This entry is part 6 of 17 in the series Doing Laundry


     “Wait…what!?” Eli raised his hands defensively.
     “I’m sorry Eli. I’m not who you think I am,” she offered, holding up her badge.
     “Oh? Really!?A…a liar? Cruel? A fraud? Not someone I can trust? And I guess we should probably break up with you being in the F.B.I., already engaged, and seeing as how I’m about to be arrested.”
     “Wait. Break up? Break up?” Detective Osprey splurted. “You convinced this weasel you two were dating?” He said before sending waves of laughter through the department store. “Here, let me ‘cuff him for ya. Wow. That’s evil,” he chuckled shaking his head as he gathered Eli’s hands behind his back.
     Eli heard the click of the handcuff lock as the detective shoved him towards the woman he had just tried to buy an engagement ring for. Her body language held a detached sense of professionalism, but her eyes rebelled with pity. He stumbled past her before she grabbed his arm and pressured him towards the exit.
     “I’m an idiot,” he said to himself as they broke into the sweet light.

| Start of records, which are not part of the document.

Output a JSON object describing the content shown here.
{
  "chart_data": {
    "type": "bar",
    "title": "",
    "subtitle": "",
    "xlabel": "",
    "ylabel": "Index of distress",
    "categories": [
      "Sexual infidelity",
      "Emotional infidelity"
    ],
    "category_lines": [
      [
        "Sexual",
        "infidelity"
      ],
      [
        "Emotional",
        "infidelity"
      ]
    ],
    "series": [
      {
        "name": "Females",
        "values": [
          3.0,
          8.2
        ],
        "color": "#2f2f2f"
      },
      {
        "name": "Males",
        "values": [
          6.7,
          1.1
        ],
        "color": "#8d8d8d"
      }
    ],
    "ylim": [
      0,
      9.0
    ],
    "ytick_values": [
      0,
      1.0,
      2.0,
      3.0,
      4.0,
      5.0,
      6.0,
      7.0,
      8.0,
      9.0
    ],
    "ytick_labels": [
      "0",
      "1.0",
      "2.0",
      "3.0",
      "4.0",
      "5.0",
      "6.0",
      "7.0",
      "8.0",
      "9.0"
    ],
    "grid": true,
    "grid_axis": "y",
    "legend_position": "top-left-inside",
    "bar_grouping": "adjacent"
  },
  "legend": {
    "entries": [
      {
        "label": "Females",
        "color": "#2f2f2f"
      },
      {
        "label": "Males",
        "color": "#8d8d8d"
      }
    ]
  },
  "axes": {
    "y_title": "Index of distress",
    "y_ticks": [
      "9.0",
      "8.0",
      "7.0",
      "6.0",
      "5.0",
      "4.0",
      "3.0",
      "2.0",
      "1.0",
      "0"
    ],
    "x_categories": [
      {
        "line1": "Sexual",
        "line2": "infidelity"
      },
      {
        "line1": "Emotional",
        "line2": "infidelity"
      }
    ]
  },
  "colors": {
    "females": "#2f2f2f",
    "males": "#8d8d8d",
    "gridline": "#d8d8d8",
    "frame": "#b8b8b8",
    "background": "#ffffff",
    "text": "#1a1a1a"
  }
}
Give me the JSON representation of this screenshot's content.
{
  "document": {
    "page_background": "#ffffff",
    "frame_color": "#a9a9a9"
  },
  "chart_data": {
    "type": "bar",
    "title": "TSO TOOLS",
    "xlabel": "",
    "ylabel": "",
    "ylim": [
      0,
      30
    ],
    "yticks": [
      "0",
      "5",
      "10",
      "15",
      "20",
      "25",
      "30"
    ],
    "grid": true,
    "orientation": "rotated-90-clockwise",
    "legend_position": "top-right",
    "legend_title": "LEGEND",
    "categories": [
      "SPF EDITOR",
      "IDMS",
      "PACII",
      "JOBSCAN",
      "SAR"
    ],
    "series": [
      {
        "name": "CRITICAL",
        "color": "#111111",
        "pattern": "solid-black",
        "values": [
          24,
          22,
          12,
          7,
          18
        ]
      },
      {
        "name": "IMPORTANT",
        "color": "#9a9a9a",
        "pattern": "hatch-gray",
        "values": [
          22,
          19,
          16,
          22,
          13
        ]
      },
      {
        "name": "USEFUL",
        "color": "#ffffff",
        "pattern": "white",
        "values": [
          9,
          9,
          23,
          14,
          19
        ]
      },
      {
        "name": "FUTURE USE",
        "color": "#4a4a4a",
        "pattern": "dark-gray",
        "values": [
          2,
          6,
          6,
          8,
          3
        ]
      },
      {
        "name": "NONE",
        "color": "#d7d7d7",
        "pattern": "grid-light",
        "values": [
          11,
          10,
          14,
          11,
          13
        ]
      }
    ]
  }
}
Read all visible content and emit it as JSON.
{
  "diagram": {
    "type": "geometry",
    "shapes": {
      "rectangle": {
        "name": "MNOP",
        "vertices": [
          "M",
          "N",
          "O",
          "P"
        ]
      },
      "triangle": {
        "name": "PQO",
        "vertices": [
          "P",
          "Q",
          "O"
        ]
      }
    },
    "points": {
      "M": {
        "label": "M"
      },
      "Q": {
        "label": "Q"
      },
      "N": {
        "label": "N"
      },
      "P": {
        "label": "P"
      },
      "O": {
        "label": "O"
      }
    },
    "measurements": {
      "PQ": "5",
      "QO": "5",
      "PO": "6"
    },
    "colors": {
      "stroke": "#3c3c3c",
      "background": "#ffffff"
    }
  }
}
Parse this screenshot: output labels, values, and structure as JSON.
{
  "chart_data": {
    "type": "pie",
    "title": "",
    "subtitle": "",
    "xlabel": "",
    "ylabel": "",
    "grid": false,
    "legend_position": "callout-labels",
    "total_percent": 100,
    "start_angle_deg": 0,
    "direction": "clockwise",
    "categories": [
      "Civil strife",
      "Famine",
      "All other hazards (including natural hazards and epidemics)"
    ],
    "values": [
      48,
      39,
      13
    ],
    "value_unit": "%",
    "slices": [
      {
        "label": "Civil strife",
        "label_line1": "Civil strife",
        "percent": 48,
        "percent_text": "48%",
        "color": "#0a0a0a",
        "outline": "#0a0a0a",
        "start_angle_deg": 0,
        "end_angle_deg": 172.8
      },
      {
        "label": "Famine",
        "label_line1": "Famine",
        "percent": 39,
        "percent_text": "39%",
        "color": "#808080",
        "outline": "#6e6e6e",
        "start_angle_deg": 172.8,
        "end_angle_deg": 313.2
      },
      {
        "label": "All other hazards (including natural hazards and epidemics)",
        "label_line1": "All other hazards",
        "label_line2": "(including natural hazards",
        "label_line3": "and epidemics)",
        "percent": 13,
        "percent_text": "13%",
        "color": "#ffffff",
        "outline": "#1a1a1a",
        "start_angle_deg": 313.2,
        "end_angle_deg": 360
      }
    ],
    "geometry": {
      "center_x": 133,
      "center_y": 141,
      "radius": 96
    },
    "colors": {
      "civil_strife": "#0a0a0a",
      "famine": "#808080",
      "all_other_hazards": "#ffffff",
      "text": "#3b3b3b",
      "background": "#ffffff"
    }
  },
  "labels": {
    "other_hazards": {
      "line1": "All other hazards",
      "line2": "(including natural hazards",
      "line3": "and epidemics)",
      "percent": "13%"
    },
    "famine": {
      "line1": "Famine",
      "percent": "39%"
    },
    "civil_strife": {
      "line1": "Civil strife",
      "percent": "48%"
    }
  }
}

     It was all a lie. All of it.
     He faltered in the disbelief that so much of his life, so much of what he planned, what he wanted, was based on a complete lie.

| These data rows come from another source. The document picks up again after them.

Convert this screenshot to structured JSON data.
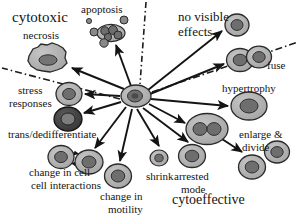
{
  "figure": {
    "background_color": "#ffffff",
    "text_color": "#141414",
    "cell_fill_light": "#b3b3b3",
    "cell_fill_mid": "#9a9a9a",
    "cell_fill_dark": "#4a4a4a",
    "nucleus_fill": "#6e6e6e",
    "outline_color": "#1c1c1c"
  },
  "category_labels": [
    {
      "id": "cytotoxic",
      "text": "cytotoxic",
      "x": 12,
      "y": 10,
      "size": 14.5
    },
    {
      "id": "no-visible",
      "text": "no visible",
      "x": 178,
      "y": 11,
      "size": 12.5
    },
    {
      "id": "no-visible-2",
      "text": "effects",
      "x": 178,
      "y": 26,
      "size": 12.5
    },
    {
      "id": "cytoeffective",
      "text": "cytoeffective",
      "x": 174,
      "y": 195,
      "size": 13.5
    }
  ],
  "outcome_labels": [
    {
      "id": "apoptosis",
      "text": "apoptosis",
      "x": 81,
      "y": 5,
      "size": 10.5
    },
    {
      "id": "necrosis",
      "text": "necrosis",
      "x": 22,
      "y": 31,
      "size": 10.5
    },
    {
      "id": "stress-responses-1",
      "text": "stress",
      "x": 17,
      "y": 86,
      "size": 10.5
    },
    {
      "id": "stress-responses-2",
      "text": "responses",
      "x": 10,
      "y": 99,
      "size": 10.5
    },
    {
      "id": "trans-dedifferentiate",
      "text": "trans/dedifferentiate",
      "x": 8,
      "y": 130,
      "size": 10.5
    },
    {
      "id": "change-cell-cell-1",
      "text": "change in cell-",
      "x": 30,
      "y": 168,
      "size": 10.5
    },
    {
      "id": "change-cell-cell-2",
      "text": "cell interactions",
      "x": 30,
      "y": 181,
      "size": 10.5
    },
    {
      "id": "change-motility-1",
      "text": "change in",
      "x": 100,
      "y": 192,
      "size": 10.5
    },
    {
      "id": "change-motility-2",
      "text": "motility",
      "x": 106,
      "y": 205,
      "size": 10.5
    },
    {
      "id": "shrink",
      "text": "shrink",
      "x": 148,
      "y": 172,
      "size": 10.5
    },
    {
      "id": "arrested-mode-1",
      "text": "arrested",
      "x": 176,
      "y": 172,
      "size": 10.5
    },
    {
      "id": "arrested-mode-2",
      "text": "mode",
      "x": 182,
      "y": 185,
      "size": 10.5
    },
    {
      "id": "fuse",
      "text": "fuse",
      "x": 266,
      "y": 61,
      "size": 10.5
    },
    {
      "id": "hypertrophy",
      "text": "hypertrophy",
      "x": 223,
      "y": 84,
      "size": 10.5
    },
    {
      "id": "enlarge-divide-1",
      "text": "enlarge &",
      "x": 239,
      "y": 130,
      "size": 10.5
    },
    {
      "id": "enlarge-divide-2",
      "text": "divide",
      "x": 242,
      "y": 143,
      "size": 10.5
    }
  ],
  "hub": {
    "id": "central-cell",
    "x": 136,
    "y": 96,
    "rx": 15,
    "ry": 11
  },
  "cells": [
    {
      "id": "necrosis-cell",
      "x": 47,
      "y": 58,
      "rx": 19,
      "ry": 13,
      "style": "jagged"
    },
    {
      "id": "apoptosis-cluster",
      "x": 110,
      "y": 32,
      "rx": 14,
      "ry": 9,
      "style": "fragmented"
    },
    {
      "id": "no-visible-effects-cell",
      "x": 237,
      "y": 25,
      "rx": 12,
      "ry": 11,
      "style": "round"
    },
    {
      "id": "fuse-cell-left",
      "x": 240,
      "y": 59,
      "rx": 13,
      "ry": 11,
      "style": "round"
    },
    {
      "id": "fuse-cell-right",
      "x": 259,
      "y": 57,
      "rx": 12,
      "ry": 10,
      "style": "round"
    },
    {
      "id": "hypertrophy-cell",
      "x": 248,
      "y": 106,
      "rx": 17,
      "ry": 14,
      "style": "round"
    },
    {
      "id": "enlarge-divide-cell",
      "x": 207,
      "y": 129,
      "rx": 20,
      "ry": 15,
      "style": "binucleate"
    },
    {
      "id": "daughter-cell-upper",
      "x": 277,
      "y": 152,
      "rx": 12,
      "ry": 11,
      "style": "round"
    },
    {
      "id": "daughter-cell-lower",
      "x": 252,
      "y": 167,
      "rx": 13,
      "ry": 12,
      "style": "round"
    },
    {
      "id": "arrested-mode-cell",
      "x": 192,
      "y": 156,
      "rx": 13,
      "ry": 11,
      "style": "round"
    },
    {
      "id": "shrink-cell",
      "x": 159,
      "y": 158,
      "rx": 9,
      "ry": 8,
      "style": "round"
    },
    {
      "id": "motility-cell",
      "x": 118,
      "y": 176,
      "rx": 13,
      "ry": 12,
      "style": "round"
    },
    {
      "id": "interaction-cell-left",
      "x": 61,
      "y": 157,
      "rx": 13,
      "ry": 11,
      "style": "round"
    },
    {
      "id": "interaction-cell-right",
      "x": 88,
      "y": 162,
      "rx": 14,
      "ry": 12,
      "style": "round"
    },
    {
      "id": "trans-dediff-cell",
      "x": 68,
      "y": 119,
      "rx": 14,
      "ry": 12,
      "style": "dark"
    },
    {
      "id": "stress-response-cell",
      "x": 69,
      "y": 94,
      "rx": 13,
      "ry": 11,
      "style": "round"
    }
  ],
  "arrows": [
    {
      "id": "arrow-to-necrosis",
      "x1": 124,
      "y1": 89,
      "x2": 72,
      "y2": 68
    },
    {
      "id": "arrow-to-apoptosis",
      "x1": 131,
      "y1": 86,
      "x2": 115,
      "y2": 44
    },
    {
      "id": "arrow-to-no-visible",
      "x1": 148,
      "y1": 90,
      "x2": 222,
      "y2": 30
    },
    {
      "id": "arrow-to-fuse",
      "x1": 150,
      "y1": 94,
      "x2": 224,
      "y2": 64
    },
    {
      "id": "arrow-to-hypertrophy",
      "x1": 151,
      "y1": 99,
      "x2": 228,
      "y2": 106
    },
    {
      "id": "arrow-to-enlarge-divide",
      "x1": 149,
      "y1": 104,
      "x2": 186,
      "y2": 124
    },
    {
      "id": "arrow-to-arrested-mode",
      "x1": 143,
      "y1": 108,
      "x2": 188,
      "y2": 141
    },
    {
      "id": "arrow-to-shrink",
      "x1": 137,
      "y1": 109,
      "x2": 159,
      "y2": 145
    },
    {
      "id": "arrow-to-motility",
      "x1": 132,
      "y1": 109,
      "x2": 120,
      "y2": 161
    },
    {
      "id": "arrow-to-interactions",
      "x1": 126,
      "y1": 107,
      "x2": 95,
      "y2": 148
    },
    {
      "id": "arrow-to-trans-dediff",
      "x1": 121,
      "y1": 102,
      "x2": 84,
      "y2": 113
    },
    {
      "id": "arrow-to-stress",
      "x1": 120,
      "y1": 96,
      "x2": 85,
      "y2": 94
    },
    {
      "id": "arrow-divide-to-daughters",
      "x1": 222,
      "y1": 139,
      "x2": 243,
      "y2": 153
    }
  ],
  "divider_lines": [
    {
      "id": "divider-vertical-top",
      "x1": 146,
      "y1": 2,
      "x2": 140,
      "y2": 84
    },
    {
      "id": "divider-upper-right",
      "x1": 152,
      "y1": 92,
      "x2": 298,
      "y2": 42
    },
    {
      "id": "divider-lower-left",
      "x1": 120,
      "y1": 99,
      "x2": 2,
      "y2": 68
    }
  ],
  "interaction_markers": [
    {
      "id": "interaction-arrow-upper",
      "x1": 70,
      "y1": 153,
      "x2": 79,
      "y2": 155
    },
    {
      "id": "interaction-arrow-lower",
      "x1": 80,
      "y1": 164,
      "x2": 70,
      "y2": 162
    }
  ]
}
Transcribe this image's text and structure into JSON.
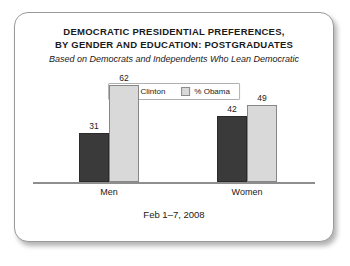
{
  "card": {
    "title_line1": "DEMOCRATIC PRESIDENTIAL PREFERENCES,",
    "title_line2": "BY GENDER AND EDUCATION: POSTGRADUATES",
    "subtitle": "Based on Democrats and Independents Who Lean Democratic",
    "footer_date": "Feb 1–7, 2008"
  },
  "legend": {
    "items": [
      {
        "label": "% Clinton",
        "color": "#3a3a3a"
      },
      {
        "label": "% Obama",
        "color": "#d9d9d9"
      }
    ]
  },
  "chart_data": {
    "type": "bar",
    "title": "DEMOCRATIC PRESIDENTIAL PREFERENCES, BY GENDER AND EDUCATION: POSTGRADUATES",
    "subtitle": "Based on Democrats and Independents Who Lean Democratic",
    "note": "Feb 1–7, 2008",
    "categories": [
      "Men",
      "Women"
    ],
    "series": [
      {
        "name": "% Clinton",
        "color": "#3a3a3a",
        "values": [
          31,
          62
        ]
      },
      {
        "name": "% Obama",
        "color": "#d9d9d9",
        "values": [
          62,
          49
        ]
      }
    ],
    "xlabel": "",
    "ylabel": "",
    "ylim": [
      0,
      70
    ],
    "grid": false,
    "legend_position": "top-center",
    "data_labels": true,
    "groups": [
      {
        "category": "Men",
        "bars": [
          {
            "series": "% Clinton",
            "value": 31,
            "label": "31"
          },
          {
            "series": "% Obama",
            "value": 62,
            "label": "62"
          }
        ]
      },
      {
        "category": "Women",
        "bars": [
          {
            "series": "% Clinton",
            "value": 42,
            "label": "42"
          },
          {
            "series": "% Obama",
            "value": 49,
            "label": "49"
          }
        ]
      }
    ]
  }
}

     He saw a black sixteen passenger van parked at the end of a long row of cars. She stopped.
     “Eli…,” she began.
     “Don’t. It’s okay,” he cut her off. “Gosh, I…thought. I hoped, rather, that this. That we could work. But this whole time…and even when we were at dinner and you accused me of hiding something from you,” his voice trailed off into an exhale. “I felt awful after that night. Sadi…Haley. Agent. Haley. I felt awful. Because I started thinking you were right. That, maybe I should have told you sooner. That I should have been thinking about marriage sooner,” Eli gave a sharp chuckle.
     “I didn’t think it…”
     “And…that…that comment of yours. All to keep me off the scent? All to get me thinking… Keep me a million miles away from truth. I can’t believe it…No. No I can believe I fell for it. Do you know why I was hitting Dillards, and Bergdorf in the same day? Risking my credit, in the same day? I’ll give you a hint: 6.5, round cut, and something about a bunch of c’s.” Eli spoke broken. One tear chased another. Haley took a breath, held it, and closed her eyes in thought.

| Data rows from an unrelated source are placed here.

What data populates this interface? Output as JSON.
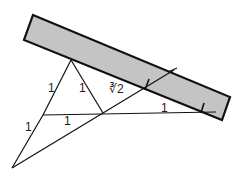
{
  "diagram": {
    "colors": {
      "ruler_fill": "#c4c4c4",
      "stroke": "#111111",
      "background": "#ffffff"
    },
    "ruler": {
      "corners": [
        [
          33,
          15
        ],
        [
          230,
          97
        ],
        [
          222,
          120
        ],
        [
          24,
          40
        ]
      ],
      "marks": [
        {
          "x1": 146,
          "y1": 89,
          "x2": 149,
          "y2": 79
        },
        {
          "x1": 201,
          "y1": 113,
          "x2": 204,
          "y2": 103
        }
      ]
    },
    "points": {
      "A_apex": [
        71,
        60
      ],
      "B_left": [
        43,
        115
      ],
      "C_mid": [
        103,
        113
      ],
      "D_bottom": [
        12,
        168
      ],
      "E_ruler_edge": [
        145,
        89
      ],
      "F_far": [
        216,
        112
      ]
    },
    "labels": [
      {
        "id": "label-AB",
        "text": "1",
        "x": 48,
        "y": 92
      },
      {
        "id": "label-AC",
        "text": "1",
        "x": 79,
        "y": 92
      },
      {
        "id": "label-CE",
        "text": "∛2",
        "x": 109,
        "y": 93
      },
      {
        "id": "label-EF",
        "text": "1",
        "x": 161,
        "y": 112
      },
      {
        "id": "label-BC",
        "text": "1",
        "x": 64,
        "y": 125
      },
      {
        "id": "label-BD",
        "text": "1",
        "x": 25,
        "y": 131
      }
    ]
  }
}
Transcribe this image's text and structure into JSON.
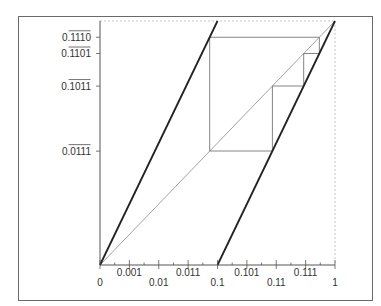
{
  "chart_data": {
    "type": "line",
    "title": "",
    "xlim": [
      0,
      1
    ],
    "ylim": [
      0,
      1
    ],
    "grid": false,
    "x_ticks": [
      {
        "value": 0,
        "label": "0",
        "row": "low"
      },
      {
        "value": 0.125,
        "label": "0.001",
        "row": "high"
      },
      {
        "value": 0.25,
        "label": "0.01",
        "row": "low"
      },
      {
        "value": 0.375,
        "label": "0.011",
        "row": "high"
      },
      {
        "value": 0.5,
        "label": "0.1",
        "row": "low"
      },
      {
        "value": 0.625,
        "label": "0.101",
        "row": "high"
      },
      {
        "value": 0.75,
        "label": "0.11",
        "row": "low"
      },
      {
        "value": 0.875,
        "label": "0.111",
        "row": "high"
      },
      {
        "value": 1,
        "label": "1",
        "row": "low"
      }
    ],
    "y_ticks": [
      {
        "value": 0.4667,
        "prefix": "0.",
        "repeating": "0111"
      },
      {
        "value": 0.7333,
        "prefix": "0.",
        "repeating": "1011"
      },
      {
        "value": 0.8667,
        "prefix": "0.",
        "repeating": "1101"
      },
      {
        "value": 0.9333,
        "prefix": "0.",
        "repeating": "1110"
      }
    ],
    "series": [
      {
        "name": "doubling-map-branch-1",
        "x": [
          0,
          0.5
        ],
        "y": [
          0,
          1
        ]
      },
      {
        "name": "doubling-map-branch-2",
        "x": [
          0.5,
          1
        ],
        "y": [
          0,
          1
        ]
      },
      {
        "name": "diagonal",
        "x": [
          0,
          1
        ],
        "y": [
          0,
          1
        ]
      },
      {
        "name": "period-4-orbit",
        "x": [
          0.4667,
          0.7333,
          0.8667,
          0.9333
        ],
        "y": [
          0.4667,
          0.7333,
          0.8667,
          0.9333
        ]
      }
    ]
  }
}
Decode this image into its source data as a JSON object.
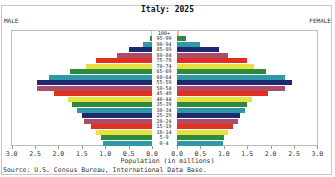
{
  "chart_data": {
    "type": "bar",
    "subtype": "population-pyramid",
    "title": "Italy: 2025",
    "left_label": "MALE",
    "right_label": "FEMALE",
    "xlabel": "Population (in millions)",
    "source": "Source: U.S. Census Bureau, International Data Base.",
    "x_ticks_left": [
      "3.0",
      "2.5",
      "2.0",
      "1.5",
      "1.0",
      "0.5",
      "0.0"
    ],
    "x_ticks_right": [
      "0.0",
      "0.5",
      "1.0",
      "1.5",
      "2.0",
      "2.5",
      "3.0"
    ],
    "xlim": [
      0,
      3.0
    ],
    "categories": [
      "100+",
      "95-99",
      "90-94",
      "85-89",
      "80-84",
      "75-79",
      "70-74",
      "65-69",
      "60-64",
      "55-59",
      "50-54",
      "45-49",
      "40-44",
      "35-39",
      "30-34",
      "25-29",
      "20-24",
      "15-19",
      "10-14",
      "5-9",
      "0-4"
    ],
    "series": [
      {
        "name": "Male",
        "values": [
          0.02,
          0.05,
          0.2,
          0.5,
          0.75,
          1.2,
          1.4,
          1.75,
          2.2,
          2.45,
          2.45,
          2.1,
          1.8,
          1.7,
          1.6,
          1.5,
          1.45,
          1.3,
          1.2,
          1.1,
          1.05
        ]
      },
      {
        "name": "Female",
        "values": [
          0.05,
          0.2,
          0.5,
          0.9,
          1.1,
          1.5,
          1.65,
          1.9,
          2.3,
          2.45,
          2.3,
          1.95,
          1.6,
          1.5,
          1.45,
          1.35,
          1.3,
          1.2,
          1.1,
          1.0,
          0.98
        ]
      }
    ],
    "colors": [
      "#d8c87a",
      "#2e8b3e",
      "#2f9aa6",
      "#1e2a6e",
      "#b04a6a",
      "#e0301e",
      "#e8e040",
      "#2e8b3e",
      "#2f9aa6",
      "#1e2a6e",
      "#b04a6a",
      "#e0301e",
      "#e8e040",
      "#2e8b3e",
      "#2f9aa6",
      "#1e2a6e",
      "#b04a6a",
      "#e0301e",
      "#e8e040",
      "#2e8b3e",
      "#2f9aa6"
    ],
    "grid": false
  }
}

     “That’s it,” he cut in. “Convince yourself it’s just part of a job. That I don’t matter because I’m just a criminal, and a criminal isn’t a person,” he said, trying to ignore the sunlight filtering through her hair.
     “I’m. Sorry. I had to do it this way,” she shook her head.
     “No. No you didn’t,” he said staring at her blankly.
     Eli knew she wanted to say more, but he shattered the eye contact before the words came. Neither said another word as they approached the van. Suddenly, one of the double doors opened and four hands pulled him inside throwing him to a makeshift plywood floor.
     He opened his eyes to the blackness of a heavy sack. The van lurched forward.